Saturday, July 25, 2009

Kazakhstan

Last night I boarded a sleeper bus. I had never heard of such a thing, Instead of seats, they have beds. Cool idea. They were long enough for me. They consisted of about 4 and a half feet of flat cushion, and then about a foot of rising head support at one end and about a foot of foot space at the other. Your feet are underneath the next guys head!!! (and the guy behind you has his feet under yours, of course).

 

I don't know why they bothered to call it a sleeper bus. Mine left Urumqi about three minutes early (20:57), pulled across the street, and sat there for thirty minutes while more people got on.  Then, we drove off into the gathering sunset, and after 40 minutes stopped for dinner or something. If you have ever taken a bus overnight like this,  you know the important thing is to memorize what bus you are on, so that when you wander off to use the bathroom during a break, you get back to the right bus. I forgot to do so. But I remembered quickly, ran back and memorized my bus. It was the goldish-gray one right next to the white one that was not parked right. Then I went to the bathroom—I won't tell you about that in the blog, but it was pretty interesting—and came back. My bus was gone. I ran to the next bus (there were twenty maybe at the stop), but that was not it. I ran back and forth a few times, and just before bursting into tears,  a nice Muslim man and his friend, grabbed me. Apparently I had memorized the wrong bus…..Mine was the white bus that had parked funny—my stuff was safe. I hugged my bus (or at least its windshield wiper) while my Muslim friends laughed.

 

I slept well enough, I guess. But  the ride was not easy. We had to cross a huge pass, and the road was under construction for more than three hours of the twelve hour ride. Then a few shared taxis, and three hours in border formalities, and I was out and heading to Alma-Ata, Kazakhstan. The area reminds me of California. It is curious. Terrain kinda like our desert, but lush and green. Hard to explain.  Its is a desert, but watered by 15,000 foot mountains surrounding it.

 

One story of annoyingness: Trying to get out of China, one of the last border authorities notices my computer. And calls over a higher authority. The higher authority calls over an inspector, who has me start my computer to check if I have anything objectionable on it. He calls up all the picture files to see if I have anything from Urumqi with the soldiers (There were lots of soldiers in the streets.).  He went straight to the "MY PICTURES" directory and looked at my astrophotos…..Ok…..then he starts making comments about how slow my processor is. Did I need that from the 19 year old Chinese Border Authority?  Satisfied that I had no objectionable pictures (and for some reason not noticing that he had seen absolutely no pictures of China on the computer at all-- since he was looking at the My Pictures folder, and not the "Asia Pics" desktop folder where I had been storing them). He asked if I had a camera. I pulled out my Canon 20 D…..He says "Oh, an old one. But probably still good." Did I really need that? After checking that there were no Urumqi soldiers on the card, he figured I was a good guy, and told me so, and that I was free to go.

 

I did not bother to tell him that my Urumqi soldier pictures and movies (what few I had) were on the other camera in my pocket.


# WHAT IS REQUIRED
Write out the lines below once more, exactly as they appear. Do not include pictures.

(Interface dataset entries)
▼▼▼

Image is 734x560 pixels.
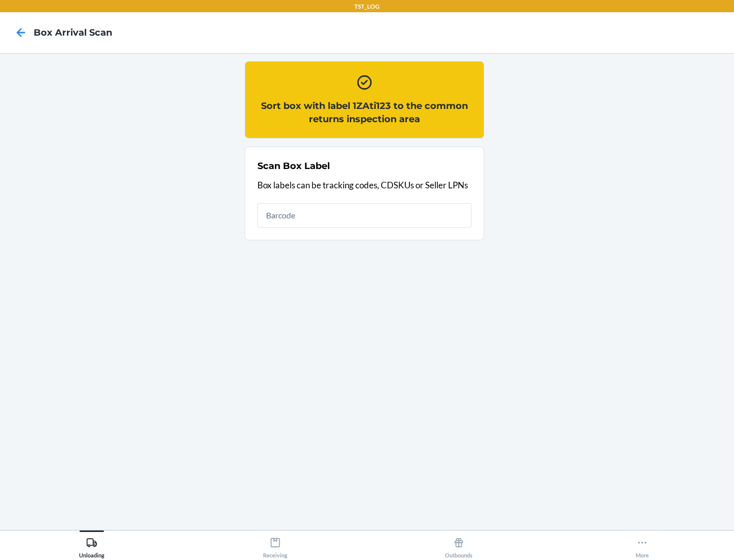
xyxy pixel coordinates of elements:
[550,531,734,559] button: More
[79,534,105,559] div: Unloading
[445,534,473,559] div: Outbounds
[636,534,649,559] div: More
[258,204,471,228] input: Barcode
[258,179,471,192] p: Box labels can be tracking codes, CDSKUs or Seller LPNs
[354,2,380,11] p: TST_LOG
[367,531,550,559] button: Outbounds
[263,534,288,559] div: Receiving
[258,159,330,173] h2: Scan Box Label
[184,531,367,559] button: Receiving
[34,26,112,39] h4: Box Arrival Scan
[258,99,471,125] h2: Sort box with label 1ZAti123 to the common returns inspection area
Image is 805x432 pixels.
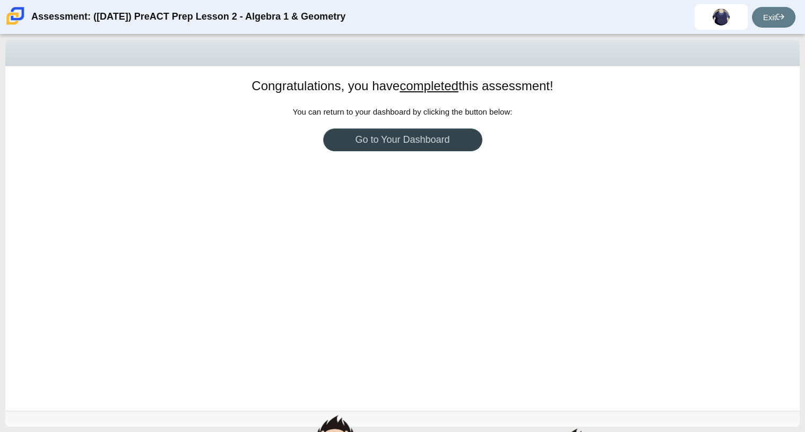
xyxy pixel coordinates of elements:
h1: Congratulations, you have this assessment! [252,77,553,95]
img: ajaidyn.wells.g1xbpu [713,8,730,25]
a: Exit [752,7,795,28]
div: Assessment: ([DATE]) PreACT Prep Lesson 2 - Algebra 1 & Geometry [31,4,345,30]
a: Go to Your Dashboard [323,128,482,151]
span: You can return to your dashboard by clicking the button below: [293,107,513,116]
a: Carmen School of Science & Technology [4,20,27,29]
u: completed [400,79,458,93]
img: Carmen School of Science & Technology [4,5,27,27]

▲▲▲

# EXERCISE OUTPUT
Image is 734x560 pixels.
xyxy pixel coordinates of elements:
[550,531,734,559] button: More
[79,534,105,559] div: Unloading
[445,534,473,559] div: Outbounds
[636,534,649,559] div: More
[258,204,471,228] input: Barcode
[258,179,471,192] p: Box labels can be tracking codes, CDSKUs or Seller LPNs
[354,2,380,11] p: TST_LOG
[367,531,550,559] button: Outbounds
[263,534,288,559] div: Receiving
[258,159,330,173] h2: Scan Box Label
[184,531,367,559] button: Receiving
[34,26,112,39] h4: Box Arrival Scan
[258,99,471,125] h2: Sort box with label 1ZAti123 to the common returns inspection area
Image is 805x432 pixels.
xyxy pixel coordinates of elements:
h1: Congratulations, you have this assessment! [252,77,553,95]
img: ajaidyn.wells.g1xbpu [713,8,730,25]
a: Exit [752,7,795,28]
div: Assessment: ([DATE]) PreACT Prep Lesson 2 - Algebra 1 & Geometry [31,4,345,30]
a: Go to Your Dashboard [323,128,482,151]
span: You can return to your dashboard by clicking the button below: [293,107,513,116]
a: Carmen School of Science & Technology [4,20,27,29]
u: completed [400,79,458,93]
img: Carmen School of Science & Technology [4,5,27,27]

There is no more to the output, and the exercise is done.